Saturday, June 7, 2008

Before Shock!



I'm fascinated by what came before SHOCK! in the 1950s--what primed audiences to accept into their hearts and nightmares old Universal horror and mystery films when the SHOCK! package made its television debut in October, 1957.

This is a time-line, updated at times, of important horror film events that came before SHOCK!

Pre-1950s - 1950s: Spook Shows. One never hears of their influence upon the monster craze of the late 1950s, but surely spook shows, typically hosted by a magician, were the horror film host events of their time, drawing in packs of young people in theaters across the United States. Even Bela Lugosi had his own spook shows during this time. Perhaps not unexpectedly, spook shows began to die down as more and more monster fans sat home watching horror hosts and horror films on television.

1954 (April 30) - 1955 (April 2): THE VAMPIRA SHOW, airing on KABC-TV from Los Angeles. Soon after its premiere, major news magazines like LIFE and NEWSWEEK contained features on the show and its star, Maila Nurmi. TV GUIDE also devoted an article on the show. THE VAMPIRA SHOW appears to be the first horror hosted film show on television. 50 episodes were shown, with the films being of the public domain variety, like REVENGE OF THE ZOMBIES, THE DEVIL BAT'S DAUGHTER, and FOG ISLAND. In the SHOCK! promotional book, a suggestion was made to have that package hosted by horror hosts.

1956: THE VAMPIRA SHOW is revived on another Los Angeles station, KHJ-TV.

1956 (May): A television showing of KING KONG in the NY City area was watched by about 90% of people with television sets, an extraordinary feat. This event may have been the prime influence for Screen Gems to get together their SHOCK! package.

1957 (June 19): I WAS A TEENAGE WEREWOLF premieres, double-billed with INVASION OF THE SAUCER-MEN. The film will become a huge hit, one of the ten top grossing films of 1957. It's unlikely that the film had a chance to influence the release of the SHOCK!, considering that only four months separated the two events, but it certainly may have prepared audiences for the SHOCK! television package.

1957 (June 25): A week after the premier of the above, Hammer Films' CURSE OF FRANKENSTEIN makes its first USA showing. It also is a significant success.

Thursday, June 5, 2008

The Mad Doctor of Market Street (1942)


Shock Theater presents THE MAD DOCTOR OF MARKET STREET....

As most Universal horror films, THE MAD DOCTOR OF MARKET STREET starts off with delicious chiller atmosphere, expectantly foreshadowed by Hans Salter's familiar monster music played over surprisingly dull opening credits. It's gloomy and raining on Market Street, as a lone man stops on the corner and then proceeds cautiously to the ground floor office of a Dr. Ralph Benson. Within the office, he is greeted by Benson, played with his usual slimy efficiency by Lionel Atwill. We learn that the man is here to be used as an experimental subject for suspended animation. His payment: one thousand dollars for his starving family. Dr. Benson assures him that the experiment will be successful. Of course, it isn't, and as the police arrive in the morning, alerted by the man's wife, Dr. Benson makes his escape through a window....

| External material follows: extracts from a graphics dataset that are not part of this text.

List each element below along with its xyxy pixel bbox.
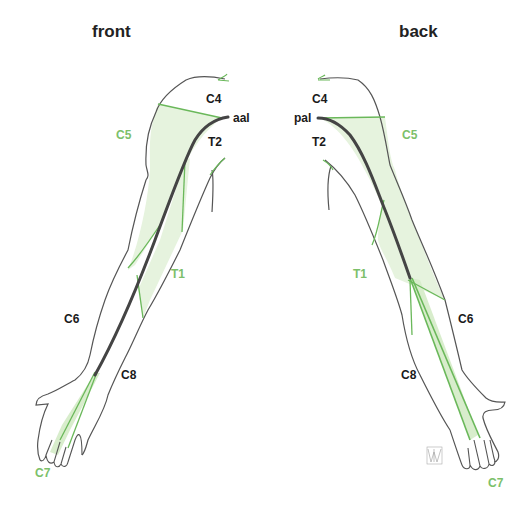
back-c7-boundary-1 <box>410 278 470 440</box>
artist-signature-icon <box>427 447 442 464</box>
front-label-t1: T1 <box>171 268 185 280</box>
back-c7-region <box>410 278 478 440</box>
front-label-t2: T2 <box>208 136 222 148</box>
front-label-c4: C4 <box>206 93 221 105</box>
front-label-aal: aal <box>233 112 250 124</box>
back-label-pal: pal <box>294 112 311 124</box>
back-label-c7: C7 <box>488 477 503 489</box>
front-arm <box>36 74 229 467</box>
front-label-c6: C6 <box>64 313 79 325</box>
front-label-c8: C8 <box>121 369 136 381</box>
back-label-c6: C6 <box>458 313 473 325</box>
back-axilla-fold <box>328 166 331 210</box>
front-label-c7: C7 <box>35 467 50 479</box>
front-c7-boundary-1 <box>60 372 95 440</box>
back-label-t2: T2 <box>312 136 326 148</box>
front-title: front <box>92 22 131 42</box>
back-title: back <box>399 22 438 42</box>
back-shoulder-tip <box>318 75 330 80</box>
back-label-t1: T1 <box>353 268 367 280</box>
dermatome-diagram <box>0 0 531 522</box>
front-axilla-fold <box>212 170 213 212</box>
back-t1-boundary-3 <box>410 280 412 335</box>
back-label-c5: C5 <box>402 129 417 141</box>
back-label-c4: C4 <box>312 93 327 105</box>
front-label-c5: C5 <box>116 129 131 141</box>
back-label-c8: C8 <box>401 369 416 381</box>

It's difficult not to feel annoyed that Universal could not maintain the same level of tension and atmosphere throughout the rest of the movie. With an ever-growing emphasis on the more humorous characters of the film whom we are introduced to on a ship in which Dr. Benson makes his escape from England, MAD DOCTOR OF MARKET STREET struggles to find a focus. In his last starring role, Lionel Atwill is the film's only welcome presence, but his devilish intensity and fiery briskness is depressed by the lackluster story. The male "hero" (hard to call him that as the character is emasculated from the start), played by Richard Davies, is the worst such male lead character in any Universal horror film I have seen.

In its original theatrical run, MAD DOCTOR OF MARKET STREET was the lower half of a double bill toplined by THE WOLF MAN.

All of the film's effective moments come in the early Market Street scenes, which last perhaps a scant seven minutes. Clearly, the Mad Doctor should never have left Market Street.